The question now is whether the hundreds of other people locked up by non-unanimous juries will be granted a new trial.

The advocacy group, Promise of Justice, estimates that roughly 1,500 men and women who were convicted by non-unanimous juries and have exhausted their number of appeals are currently incarcerated. Both the Louisiana and U.S. Supreme Courts have ruled that the decision isn’t retroactive, which leaves their fate in the hands of the state legislature. Unfortunately, for the people currently sitting in prison, the legislature doesn’t appear likely to pass legislation on this anytime soon.

To understand why people are fighting so hard to ensure these some 1,500 Louisianans get a new trial, it’s worth talking about why even the conservatives on the Supreme Court called non-unanimous juries racist in the first place.
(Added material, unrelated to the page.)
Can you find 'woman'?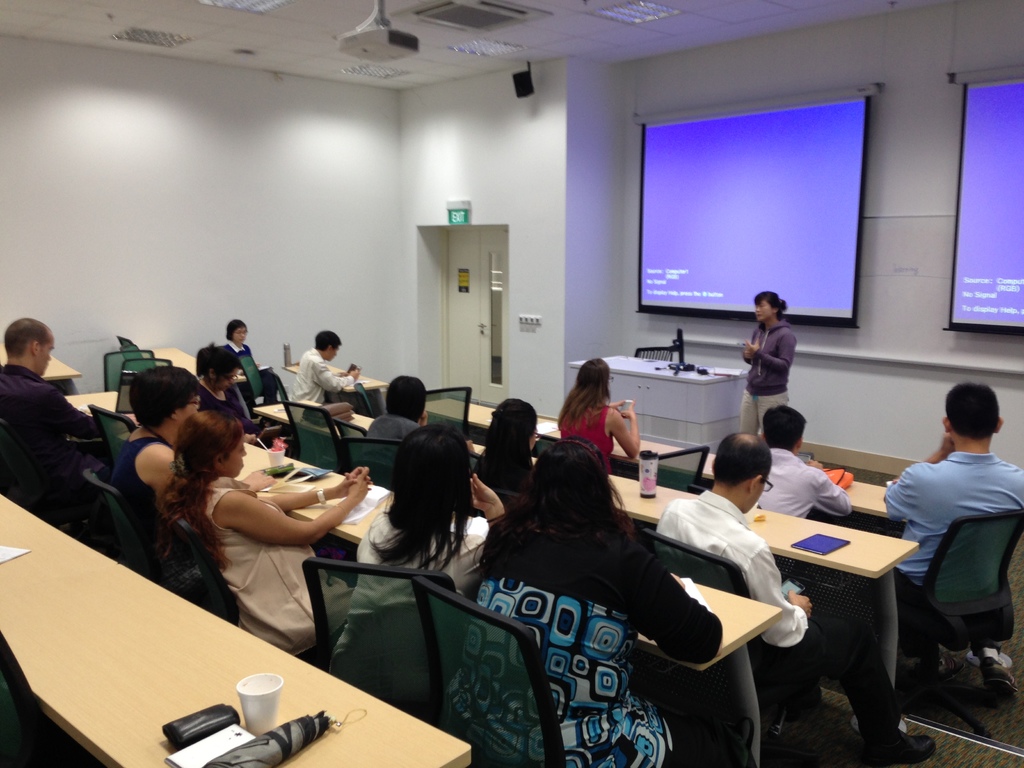
Yes, bounding box: bbox(444, 435, 719, 767).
Non-Unanimous Juries are a Jim Crow Era Hold Over

In his opinion, conservative Justice Neil Gorsuch denounced the usage of non-unanimous juries, arguing that they were a clear holdover from the Jim Crow era. Gorsuch explained that states like Louisiana and Oregon enacted laws making it so that juries didn’t have to be unanimous to skirt laws banning discrimination against African-American jurors. That way, they could put one or two Black Americans on the jury while ensuring that the verdict would still be decided by the white jurors.

“In fact, no one before us contests any of this,” wrote Gorsuch on behalf of the Supreme Court, “courts in both Louisiana and Oregon have frankly acknowledged that race was a motivating factor in the adoption of their States’ respective nonunanimity rules.”

The fight for new trials for people convicted under this Jim Crow era holdover won’t be dying down anytime soon. But only time will tell if the legislature or the Supreme Court steps up to address the hundreds currently waiting in legal limbo.